January 6, 2021
Written Thursday, December 31, 2020
In his memoir Disloyal, Michael Cohen, the former attorney who was President Donald J. Trump's special counsel from 2017-2018, tells us that "like a crime boss, Trump wanted no evidence that could connect him to any of his deeds, or deeds that he indirectly or directly ordered other to do." Cohen testified that in his requests or orders, Trump "used inferences, nods, silences, euphemisms, signals" and kept staff around him who could ingerpret what he wanted.
In their opinion piece "Will Pence Do the Right Thing?" in the New York Times (12/29/20), law professor Neal Katyal and historian John Monsky interpret Trump's tweet that "The 'Justice' Department and the FBI have done nothing about the 2020 Presidential Election Voter Fraud," ending his complaint with the encouragement to "Never give up." And he signs off with "See everyone in D.C. on January 6th." The writers call the last sentence "ominous" for, they say, it unmistakenly refers to the day Congress will count the Electoral College's votes with Vice President Mike Pence, the man they point out who has still not acknowledged President-elect Joe Biden winning the election and who said, "We're going to keep fighting until every legal vote is counted . . . [and] every illegal vote is thrown out." Did Trump give Pence the indirect order to overturn the election results?
While January 6 is the day that Congress is set to approve the 2020 election results, it is also the very same day that Trump has invited his 74 million supporters to protest election fraud on the streets of Washington, DC.
A website that seems locked up proclaims a "March for Trump" flyer for the 5,000-member Trump-supporting organization Women for America First, which is headlined: "ALL HANDS ON DECK. THE PRESIDENT HAS CALLED US TO ACTION."
How should we interpret Trump's tweet invitation that ends: "Be there, will be wild."? Is this an indirect order? And what does his promise that it will be "wild" mean? Come armed? Is this a call to march on Congress and take over the government?
The lead-up to events in Germany in the 1930s comes to mind. Eric Metaxas' biography of theologian Dietrich Bonhoeffer, which I happen to be reading, sketches in the sociological scenery that was the pastor's context in his native Germany at that time. In 1933 Hitler tried for a second time to run for president of the German government and won. "Limiting the participation of Jews in German public life," as the Holocaust Encyclopedia puts it, had begun like an ugly intellectual argument. Under Hitler the German government interfered in Germany's Christian religion by wanting to "prevent pastors of Jewish background who had already been ordained from serving as ministers." Bonhoeffer publicly expressed his belief that "a church that was not willing to stand up for the Jews in its midst was not the real church of Jesus Christ."
Pre-war, the Third Reich laid down more and more legislation that interfered in the lives of its Jewish population that affected who they could love and marry, what they could study, where they could work, what careers were closed to them, what businesses they could run until on April 1, 1938, Hitler declared a boycott of Jewish stores in Germany. (It should be noted that on the day of the boycott in Berlin, Bonhoeffer's ninety-year-old grandmother, Julia Bonhoeffer, even with Nazi thugs guarding the door, defiantly continued her shopping at one of the biggest Jewish-owned department stores.)
Metaxas quotes Bonhoeffer's twin sister, Sabine, who said, "The hope, so eagerly nourished, that Hitler would soon ruin himself by mismanagement was shattered . . . National Socialsm [Naziism] established itself with lightning swiftness." It's as if she foresaw what was to come, for on November 9-10, 1938, exploded Kristollnacht ("The Night of Broken Glass"), when the physical violence began.
Why has Vice President Pence not acknowledged that Joe Biden won the election by a landslide--the same electoral college numbers that Trump called a landslide in his victory over Hillary Clinton? How could Pence find "illegal" votes in Congress on January 6? Why did Donald Trump invite his supporters to rally in Washington on January 6, the day that Joe Biden will officially be declared President-elect? Or has Trump planned to invite his supporters inside the White House to start a new government with "lightning swiftness"? I hope I am wrong.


TASK PROMPT: Every record must come back exactly as given.

Excerpts from a dataset:
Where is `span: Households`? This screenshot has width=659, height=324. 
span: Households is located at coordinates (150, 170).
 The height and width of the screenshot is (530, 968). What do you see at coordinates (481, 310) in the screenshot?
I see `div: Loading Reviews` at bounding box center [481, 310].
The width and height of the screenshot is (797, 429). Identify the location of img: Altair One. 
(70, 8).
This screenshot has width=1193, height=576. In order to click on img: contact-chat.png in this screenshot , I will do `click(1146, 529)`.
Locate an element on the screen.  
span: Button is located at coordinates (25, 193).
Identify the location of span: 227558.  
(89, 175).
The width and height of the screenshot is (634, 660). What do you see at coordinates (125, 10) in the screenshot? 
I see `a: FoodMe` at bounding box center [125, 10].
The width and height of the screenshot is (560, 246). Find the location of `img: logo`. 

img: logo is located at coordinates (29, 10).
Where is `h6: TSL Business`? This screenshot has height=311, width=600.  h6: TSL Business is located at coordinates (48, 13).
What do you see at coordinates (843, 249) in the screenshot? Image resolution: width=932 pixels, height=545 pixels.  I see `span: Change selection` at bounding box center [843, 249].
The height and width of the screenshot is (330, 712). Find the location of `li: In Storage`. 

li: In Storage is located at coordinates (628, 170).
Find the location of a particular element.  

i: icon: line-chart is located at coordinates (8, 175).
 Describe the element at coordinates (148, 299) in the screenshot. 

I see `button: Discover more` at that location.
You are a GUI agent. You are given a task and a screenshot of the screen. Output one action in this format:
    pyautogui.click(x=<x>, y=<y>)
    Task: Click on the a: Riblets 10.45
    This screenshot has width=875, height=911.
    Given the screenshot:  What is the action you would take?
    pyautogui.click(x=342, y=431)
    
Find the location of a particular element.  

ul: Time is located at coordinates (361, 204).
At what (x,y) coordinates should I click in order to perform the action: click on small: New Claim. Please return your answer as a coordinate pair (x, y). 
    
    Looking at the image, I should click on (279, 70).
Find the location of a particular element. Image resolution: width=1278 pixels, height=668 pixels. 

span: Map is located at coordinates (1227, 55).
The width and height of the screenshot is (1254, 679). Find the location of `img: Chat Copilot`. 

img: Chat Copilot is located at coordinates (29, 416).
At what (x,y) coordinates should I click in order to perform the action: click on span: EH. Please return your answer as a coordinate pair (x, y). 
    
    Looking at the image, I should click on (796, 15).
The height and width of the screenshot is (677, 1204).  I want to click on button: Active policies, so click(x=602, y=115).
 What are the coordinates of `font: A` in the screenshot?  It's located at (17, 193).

EXPECTED OUTPUT:
Where is `span: Households`? This screenshot has width=659, height=324. 
span: Households is located at coordinates (150, 170).
 The height and width of the screenshot is (530, 968). What do you see at coordinates (481, 310) in the screenshot?
I see `div: Loading Reviews` at bounding box center [481, 310].
The width and height of the screenshot is (797, 429). Identify the location of img: Altair One. 
(70, 8).
This screenshot has width=1193, height=576. In order to click on img: contact-chat.png in this screenshot , I will do `click(1146, 529)`.
Locate an element on the screen.  
span: Button is located at coordinates (25, 193).
Identify the location of span: 227558.  
(89, 175).
The width and height of the screenshot is (634, 660). What do you see at coordinates (125, 10) in the screenshot? 
I see `a: FoodMe` at bounding box center [125, 10].
The width and height of the screenshot is (560, 246). Find the location of `img: logo`. 

img: logo is located at coordinates (29, 10).
Where is `h6: TSL Business`? This screenshot has height=311, width=600.  h6: TSL Business is located at coordinates (48, 13).
What do you see at coordinates (843, 249) in the screenshot? Image resolution: width=932 pixels, height=545 pixels.  I see `span: Change selection` at bounding box center [843, 249].
The height and width of the screenshot is (330, 712). Find the location of `li: In Storage`. 

li: In Storage is located at coordinates (628, 170).
Find the location of a particular element.  

i: icon: line-chart is located at coordinates (8, 175).
 Describe the element at coordinates (148, 299) in the screenshot. 

I see `button: Discover more` at that location.
You are a GUI agent. You are given a task and a screenshot of the screen. Output one action in this format:
    pyautogui.click(x=<x>, y=<y>)
    Task: Click on the a: Riblets 10.45
    This screenshot has width=875, height=911.
    Given the screenshot:  What is the action you would take?
    pyautogui.click(x=342, y=431)
    
Find the location of a particular element.  

ul: Time is located at coordinates (361, 204).
At what (x,y) coordinates should I click in order to perform the action: click on small: New Claim. Please return your answer as a coordinate pair (x, y). 
    
    Looking at the image, I should click on (279, 70).
Find the location of a particular element. Image resolution: width=1278 pixels, height=668 pixels. 

span: Map is located at coordinates (1227, 55).
The width and height of the screenshot is (1254, 679). Find the location of `img: Chat Copilot`. 

img: Chat Copilot is located at coordinates (29, 416).
At what (x,y) coordinates should I click in order to perform the action: click on span: EH. Please return your answer as a coordinate pair (x, y). 
    
    Looking at the image, I should click on (796, 15).
The height and width of the screenshot is (677, 1204).  I want to click on button: Active policies, so click(x=602, y=115).
 What are the coordinates of `font: A` in the screenshot?  It's located at (17, 193).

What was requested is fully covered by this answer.